The Act betrays several Constitutional deficiencies and imposes alarming mandates.
Under both the Elections Clause of Article I of the Constitution and the Electors Clause of Article II, States have principal—and with presidential elections, exclusive—responsibility to safeguard the manner of holding elections.
The Act would invert that constitutional structure, commandeer state resources, confuse and muddle elections procedures.
The Act regulates “election for Federal office,” defined to include “election for the office of President or Vice President.”
The Act therefore implicates the Electors Clause, which expressly affords “Each State” the power to “appoint, in such Manner as the Legislature thereof may direct,” the state’s allotment of presidential electors, and separately affords Congress only the more limited power to “determine the Time of choosing the Electors.”
That exclusive division of power for setting the “manner” and “time” of choosing presidential electors differs markedly from the collocated powers of the Article I Elections Clause, which says that both States and Congress have the power to regulate the “time, place, and manner” of congressional elections.
That distinction is not an accident of drafting.
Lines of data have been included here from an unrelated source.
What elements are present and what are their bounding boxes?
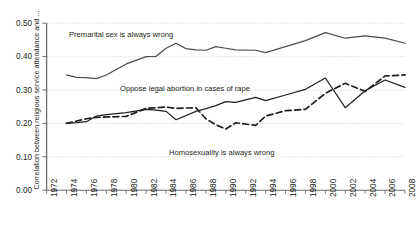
annotation-homosexuality: Homosexuality is always wrong [169, 148, 275, 157]
x-tick-label-2002: 2002 [349, 178, 358, 196]
x-tick-label-1978: 1978 [110, 178, 119, 196]
x-tick-label-2006: 2006 [388, 178, 397, 196]
x-tick-label-1982: 1982 [150, 178, 159, 196]
x-tick-label-2008: 2008 [408, 178, 417, 196]
data-series-layer [67, 33, 405, 130]
x-tick-label-1990: 1990 [229, 178, 238, 196]
x-tick-label-2004: 2004 [369, 178, 378, 196]
x-tick-label-1974: 1974 [70, 178, 79, 196]
x-tick-label-1998: 1998 [309, 178, 318, 196]
axis-lines [42, 23, 405, 194]
x-tick-label-1992: 1992 [249, 178, 258, 196]
series-line-0 [67, 33, 405, 79]
x-tick-label-1996: 1996 [289, 178, 298, 196]
x-tick-label-1972: 1972 [50, 178, 59, 196]
x-tick-label-1980: 1980 [130, 178, 139, 196]
annotation-premarital-sex: Premarital sex is always wrong [69, 30, 173, 39]
x-tick-label-2000: 2000 [329, 178, 338, 196]
x-tick-label-1984: 1984 [169, 178, 178, 196]
x-tick-label-1976: 1976 [90, 178, 99, 196]
annotation-abortion-rape: Oppose legal abortion in cases of rape [120, 84, 250, 93]
x-tick-label-1988: 1988 [209, 178, 218, 196]
x-tick-label-1986: 1986 [189, 178, 198, 196]
x-tick-label-1994: 1994 [269, 178, 278, 196]
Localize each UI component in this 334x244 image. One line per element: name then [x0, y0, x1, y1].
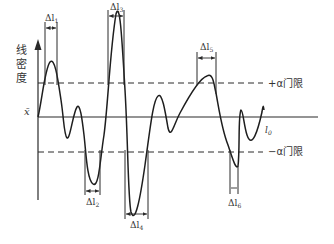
y-axis-label-char: 线	[16, 43, 27, 57]
y-axis	[35, 39, 42, 200]
y-axis-label: 线 密 度	[16, 43, 27, 85]
y-axis-label-char: 度	[16, 71, 27, 85]
interval-label: Δl6	[228, 198, 241, 209]
lower-threshold-label: −α门限	[268, 145, 303, 157]
upper-threshold-label: +α门限	[268, 77, 303, 89]
interval-l6: Δl6	[228, 150, 241, 209]
baseline-label: l0	[265, 125, 272, 136]
interval-label: Δl5	[200, 42, 213, 53]
y-axis-arrow-icon	[35, 39, 42, 50]
interval-label: Δl1	[45, 13, 58, 24]
interval-label: Δl2	[86, 197, 99, 208]
mean-label: x̄	[24, 106, 30, 117]
y-axis-label-char: 密	[16, 57, 27, 71]
signal-threshold-diagram: 线 密 度 x̄ l0 +α门限 −α门限 Δl1 Δl3 Δl5 Δl	[0, 0, 334, 244]
interval-label: Δl4	[130, 220, 143, 231]
interval-label: Δl3	[110, 2, 123, 13]
interval-l5: Δl5	[197, 42, 216, 94]
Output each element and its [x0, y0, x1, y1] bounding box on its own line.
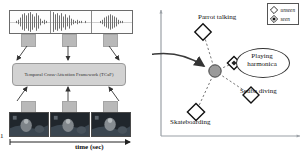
video-frame-strip: [9, 112, 131, 137]
class-label-playing-harmonica: Playing harmonica: [236, 52, 288, 68]
tcaf-framework-label: Temporal Cross-Attention Framework (TCaF…: [21, 72, 116, 78]
audio-waveform-segment-1: [10, 11, 51, 33]
video-thumbnail-icon: [92, 113, 130, 137]
audio-waveform-strip: [9, 10, 133, 34]
time-axis: [6, 138, 136, 150]
legend-label-unseen: unseen: [281, 7, 295, 13]
time-axis-label: time (sec): [75, 143, 104, 151]
query-embedding-node: [209, 65, 221, 77]
video-thumbnail-icon: [51, 113, 89, 137]
audio-waveform-segment-3: [92, 11, 132, 33]
waveform-icon: [92, 11, 132, 33]
video-frame-1: [9, 112, 49, 137]
video-frame-3: [91, 112, 131, 137]
waveform-icon: [51, 11, 91, 33]
left-panel-pipeline: Temporal Cross-Attention Framework (TCaF…: [0, 0, 152, 159]
legend-item-unseen: unseen: [270, 6, 295, 14]
hollow-diamond-icon: [270, 6, 278, 14]
marker-parrot-talking: [195, 24, 211, 40]
waveform-icon: [10, 11, 50, 33]
legend-item-seen: seen: [270, 15, 295, 23]
video-thumbnail-icon: [10, 113, 48, 137]
audio-waveform-segment-2: [51, 11, 92, 33]
time-axis-start-tick-label: 1: [0, 132, 4, 140]
class-label-parrot-talking: Parrot talking: [198, 14, 236, 22]
audio-to-framework-arrows: [9, 45, 131, 63]
plot-legend: unseen seen: [267, 3, 299, 25]
tcaf-framework-box: Temporal Cross-Attention Framework (TCaF…: [12, 63, 126, 86]
class-label-skateboarding: Skateboarding: [170, 119, 210, 127]
video-to-framework-arrows: [9, 84, 131, 102]
class-label-scuba-diving: Scuba diving: [240, 88, 277, 96]
filled-diamond-icon: [270, 15, 278, 23]
legend-label-seen: seen: [281, 16, 290, 22]
figure-root: Temporal Cross-Attention Framework (TCaF…: [0, 0, 307, 159]
video-frame-2: [50, 112, 90, 137]
right-panel-embedding-plot: Playing harmonica Parrot talking Scuba d…: [152, 0, 307, 159]
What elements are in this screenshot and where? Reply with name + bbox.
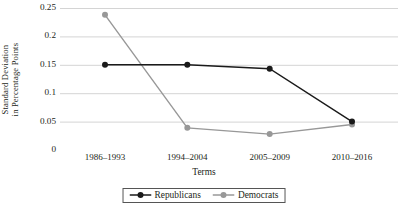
data-point-marker	[184, 62, 190, 68]
y-axis-tick-label: 0.1	[16, 89, 56, 98]
x-axis-tick-label: 1986–1993	[85, 153, 126, 162]
x-axis-tick-label: 1994–2004	[167, 153, 208, 162]
series-layer	[102, 12, 355, 137]
y-axis-tick-labels: 00.050.10.150.20.25	[16, 0, 56, 160]
data-point-marker	[267, 131, 273, 137]
x-axis-tick-label: 2005–2009	[249, 153, 290, 162]
plot-area	[60, 8, 398, 150]
y-axis-tick-label: 0.25	[16, 3, 56, 12]
series-democrats	[102, 12, 355, 137]
x-axis-title: Terms	[0, 167, 408, 177]
y-axis-tick-label: 0.05	[16, 117, 56, 126]
chart-legend: RepublicansDemocrats	[123, 188, 286, 203]
legend-marker-icon	[130, 190, 152, 200]
data-point-marker	[102, 62, 108, 68]
legend-label: Republicans	[155, 190, 201, 200]
data-point-marker	[184, 125, 190, 131]
gridlines	[60, 9, 398, 151]
legend-marker-icon	[213, 190, 235, 200]
data-point-marker	[102, 12, 108, 18]
data-point-marker	[349, 119, 355, 125]
x-axis-tick-labels: 1986–19931994–20042005–20092010–2016	[0, 153, 408, 167]
plot-svg	[60, 8, 398, 150]
chart-figure: in Percentage Points Standard Deviation …	[0, 0, 408, 214]
y-axis-tick-label: 0.15	[16, 60, 56, 69]
data-point-marker	[267, 66, 273, 72]
legend-label: Democrats	[238, 190, 279, 200]
legend-entry-republicans: Republicans	[130, 190, 201, 200]
series-line	[105, 15, 352, 134]
legend-entry-democrats: Democrats	[213, 190, 279, 200]
y-axis-tick-label: 0.2	[16, 32, 56, 41]
x-axis-tick-label: 2010–2016	[332, 153, 373, 162]
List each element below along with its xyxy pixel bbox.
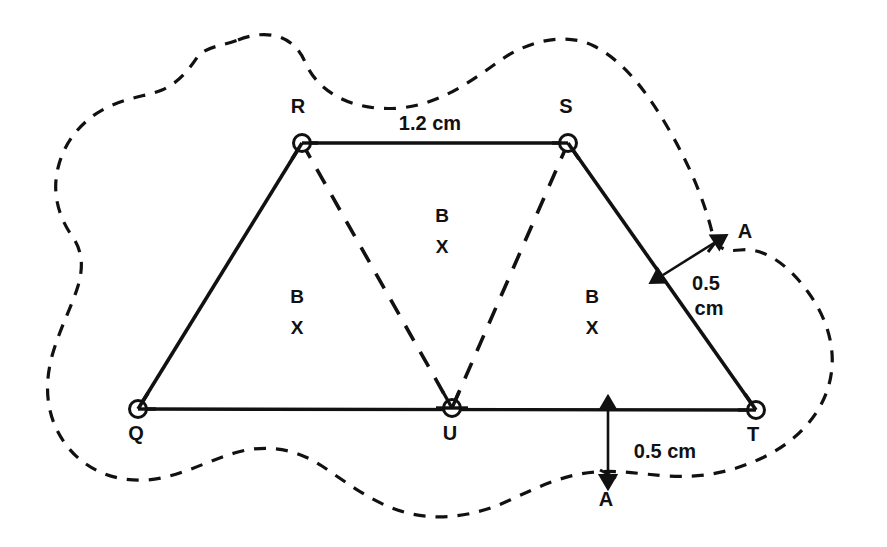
vertex-label-R: R (291, 95, 306, 117)
point-label-A-right: A (738, 220, 752, 242)
dimension-label-right-line2: cm (695, 297, 724, 319)
edge-S-U (452, 143, 568, 408)
geometry-figure: Q R S T U B X B X B X 1.2 cm 0.5 cm 0.5 … (0, 0, 887, 547)
region-label-left-b: B (290, 286, 304, 307)
vertex-label-U: U (443, 422, 457, 444)
region-label-middle-b: B (435, 205, 449, 226)
edge-Q-R (138, 143, 302, 409)
vertex-label-T: T (747, 423, 759, 445)
dimension-label-bottom: 0.5 cm (634, 440, 696, 462)
region-label-middle-x: X (436, 236, 449, 257)
region-label-right-x: X (586, 317, 599, 338)
region-label-right-b: B (585, 286, 599, 307)
vertex-label-S: S (559, 95, 572, 117)
dimension-label-right-line1: 0.5 (692, 272, 720, 294)
dimension-arrow-right (663, 243, 714, 275)
edge-S-T (568, 143, 756, 410)
point-label-A-bottom: A (599, 488, 613, 510)
region-label-left-x: X (291, 317, 304, 338)
dimension-label-top: 1.2 cm (399, 112, 461, 134)
edge-R-U (302, 143, 452, 408)
vertex-label-Q: Q (128, 422, 144, 444)
diagram-canvas: Q R S T U B X B X B X 1.2 cm 0.5 cm 0.5 … (0, 0, 887, 547)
After extensive debate, the Constitution’s Framers deliberately excluded Congress from deciding how presidential electors would be chosen in order to avoid presidential dependence on Congress for position and authority.
Accordingly, the Supreme Court, in upholding a Michigan statute apportioning presidential electors by district, observed that the Electors Clause “convey[s] the broadest power of determination” and “leaves it to the legislature exclusively to define the method” of appointment of electors.
McPherson v. Blacker, 146 U.S. 1, 27 (1892).
The exclusivity of state power to “define the method” of choosing presidential electors means that Congress may not force states to permit presidential voting by mail or curbside voting, for example.